Work order: Transcribe only the lines from the one containing "Find the location of a" through the final line of the entries below, exactly, and exclude the pictures.

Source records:
* * * * * * *

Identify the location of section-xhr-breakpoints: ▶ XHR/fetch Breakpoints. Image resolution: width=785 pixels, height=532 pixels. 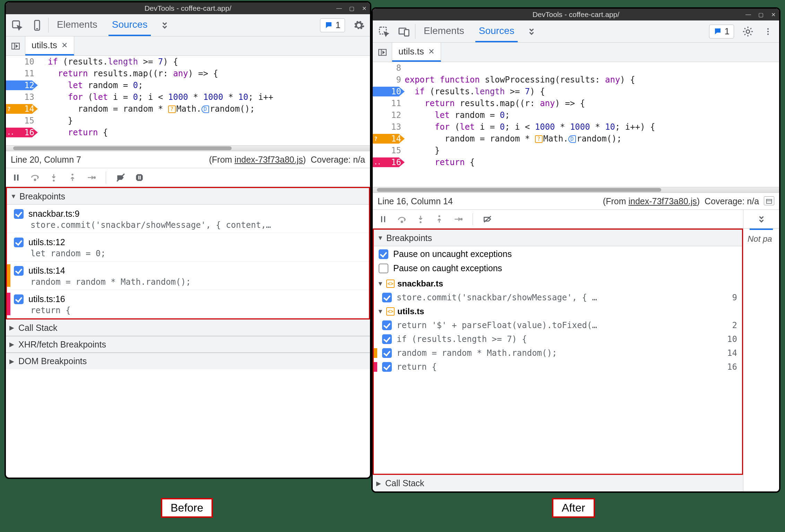
(188, 344).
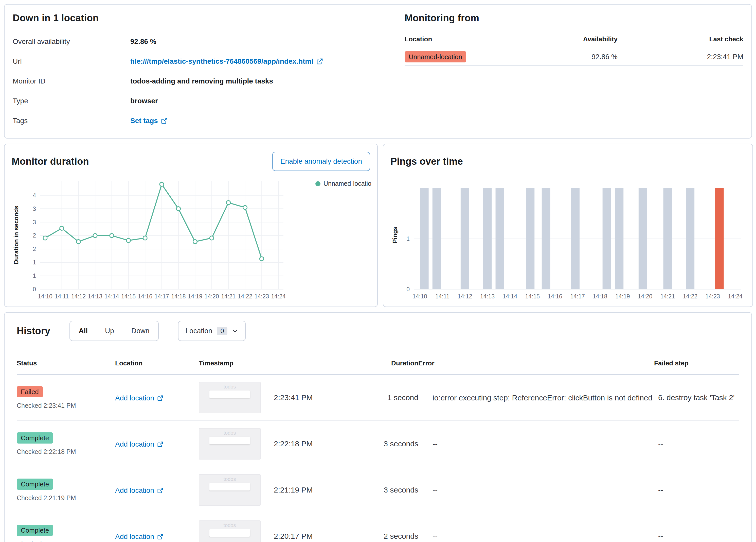  I want to click on svg-text: Pings, so click(395, 235).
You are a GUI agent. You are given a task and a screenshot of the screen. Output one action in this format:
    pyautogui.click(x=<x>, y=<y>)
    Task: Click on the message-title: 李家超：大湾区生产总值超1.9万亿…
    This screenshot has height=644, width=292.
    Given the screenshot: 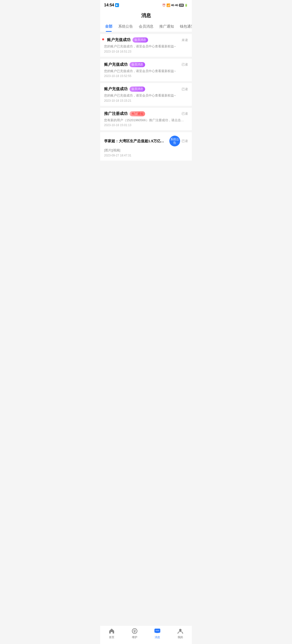 What is the action you would take?
    pyautogui.click(x=136, y=141)
    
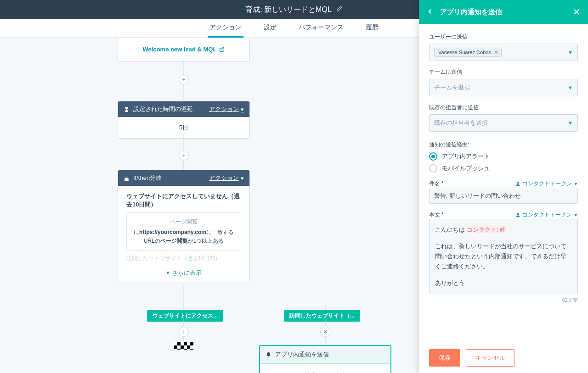 This screenshot has height=373, width=588. I want to click on side-panel: アプリ内通知を送信 ✕ ユーザーに送信 Vanessa Suarez Cobos…, so click(503, 19).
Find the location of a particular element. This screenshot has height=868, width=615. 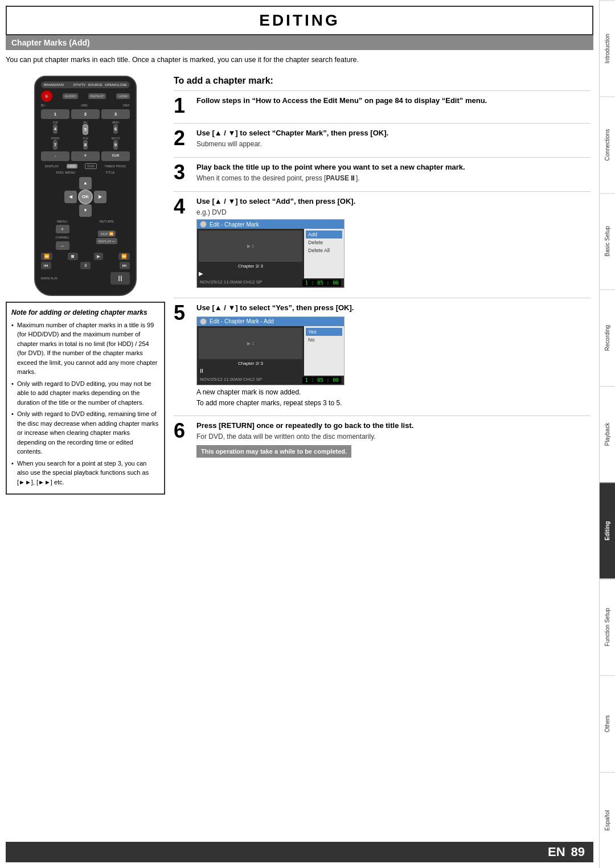

note-item-1: Maximum number of chapter marks in a tit… is located at coordinates (85, 348).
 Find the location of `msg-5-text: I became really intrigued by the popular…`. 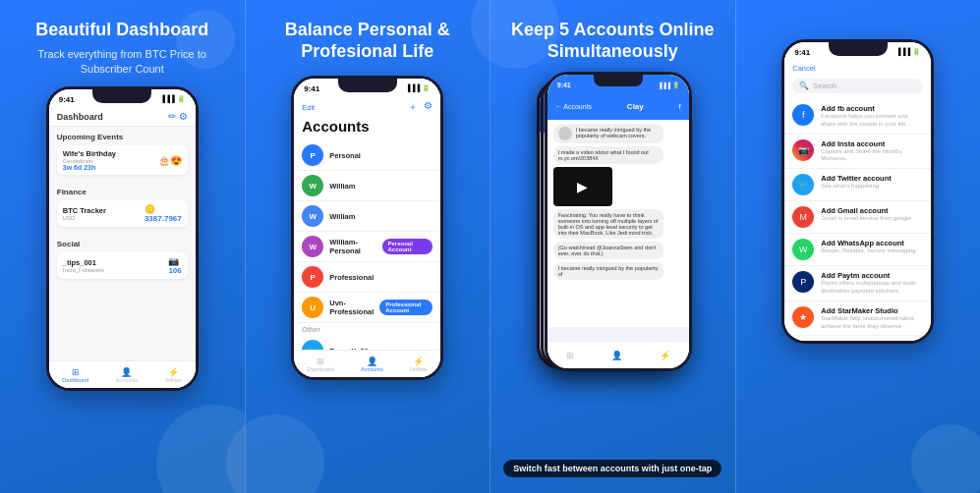

msg-5-text: I became really intrigued by the popular… is located at coordinates (608, 271).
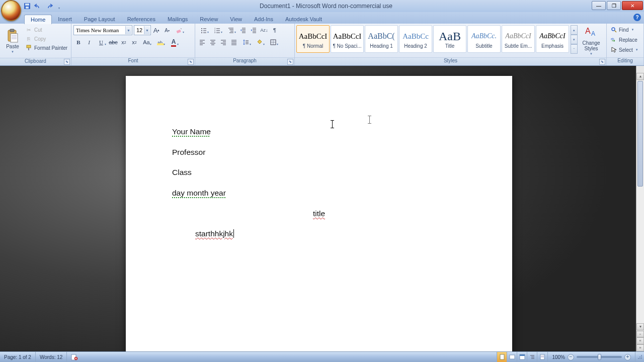 This screenshot has height=362, width=644. I want to click on paragraph-dialog-launcher: ⬊, so click(290, 62).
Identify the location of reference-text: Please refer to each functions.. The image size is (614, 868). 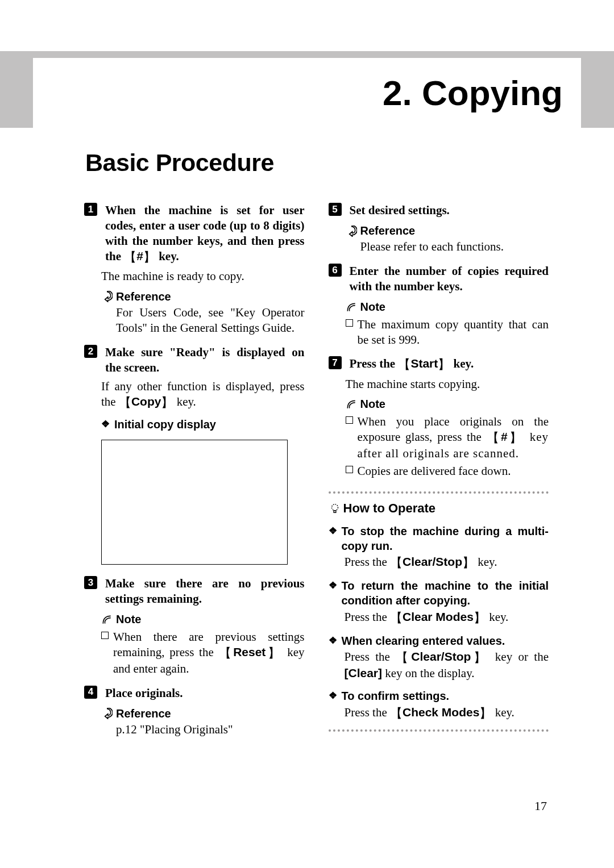
(455, 247).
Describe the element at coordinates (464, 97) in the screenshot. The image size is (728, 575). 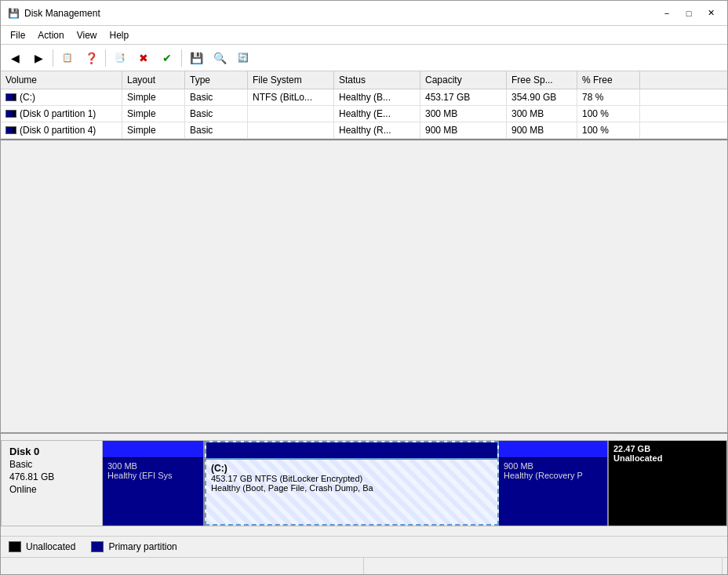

* * * * * * *

Written solution:
Find the location of a particular element. This screenshot has height=868, width=615. 

note-item-1: Maximum number of chapter marks in a tit… is located at coordinates (85, 348).
 Find the location of `msg-5-text: I became really intrigued by the popular…`. 

msg-5-text: I became really intrigued by the popular… is located at coordinates (608, 271).
 This screenshot has height=362, width=644. I want to click on paragraph-dialog-launcher: ⬊, so click(290, 62).
Identify the location of reference-text: Please refer to each functions.. The image size is (614, 868). 
(455, 247).
Describe the element at coordinates (464, 97) in the screenshot. The image size is (728, 575). 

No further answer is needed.